JOHN: That makes a good one hundred and twenty-one combinations for each letter.
JACQUES: Yes, and we must double this number, for the letter may or may not be posted for
rural delivery.
JOHN: This means, then, that the hundred letters will have to be scrutinized 24,200 times. Then what does the postmaster do?
JACQUES: He writes the weight in one corner and the amount of the postage due in the very middle of the address, in the form of a conventional symbol in use in the postal service.
JOHN: And then?
JACQUES: He postmarks them; he divides the letters into ten packets, according to the post offices to which they are to be sent; and he adds up the total postage for the ten packets.
JOHN: And then?
JACQUES: Next, he writes the ten sums down a column in one account book, and across the columns of another.
JOHN: And then?
JACQUES: Then he writes a letter to the postmaster at each of the ten points of destination in order to inform him of the accounting item that concerns him.

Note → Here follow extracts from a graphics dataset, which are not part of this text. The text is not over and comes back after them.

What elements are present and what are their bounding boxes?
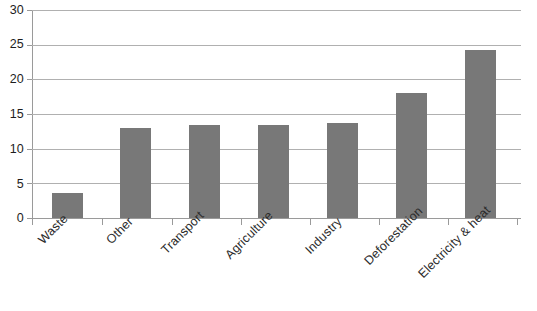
bar-other[interactable]: [120, 128, 151, 218]
x-tick-mark-5: [379, 219, 380, 225]
x-tick-mark-7: [517, 219, 518, 225]
y-tick-label-20: 20: [0, 73, 24, 86]
y-axis-tick-labels: 30 25 20 15 10 5 0: [0, 0, 24, 311]
bar-agriculture[interactable]: [258, 125, 289, 218]
x-tick-mark-0: [32, 219, 33, 225]
x-label-other: Other: [104, 215, 135, 246]
x-tick-mark-4: [310, 219, 311, 225]
bar-transport[interactable]: [189, 125, 220, 218]
bar-chart: 30 25 20 15 10 5 0: [0, 0, 537, 311]
bar-deforestation[interactable]: [396, 93, 427, 218]
x-tick-mark-1: [102, 219, 103, 225]
bar-electricity-heat[interactable]: [465, 50, 496, 218]
y-tick-label-0: 0: [0, 212, 24, 225]
x-tick-mark-6: [448, 219, 449, 225]
y-tick-label-25: 25: [0, 38, 24, 51]
x-tick-mark-3: [241, 219, 242, 225]
y-tick-label-15: 15: [0, 108, 24, 121]
bars-layer: [32, 10, 521, 218]
y-tick-label-10: 10: [0, 143, 24, 156]
x-tick-mark-2: [172, 219, 173, 225]
y-tick-label-5: 5: [0, 178, 24, 191]
bar-industry[interactable]: [327, 123, 358, 218]
y-tick-label-30: 30: [0, 4, 24, 17]
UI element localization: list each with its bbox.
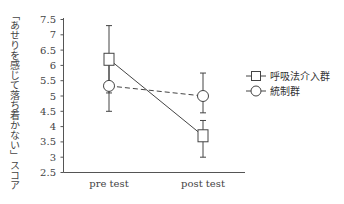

JOHN: Suppose the letters are prepaid?
JACQUES: Oh, then, I must admit, the service becomes a little complicated. The postmaster must receive the letter, weigh it and determine the distance it is to travel, as before, collect the postage due, and make change; choose from among thirty postmarks the one that applies; note on the letter its zone number, its weight, and the postage; transcribe the entire address first into one account book, then into a second, then into a third, then onto a separate slip; wrap the letter in the slip, send the whole well tied with string to the postmaster at the point of destination, and record each of these circumstances in a dozen columns of the fifty that line his ledger.
JOHN: And all that for just forty centimes!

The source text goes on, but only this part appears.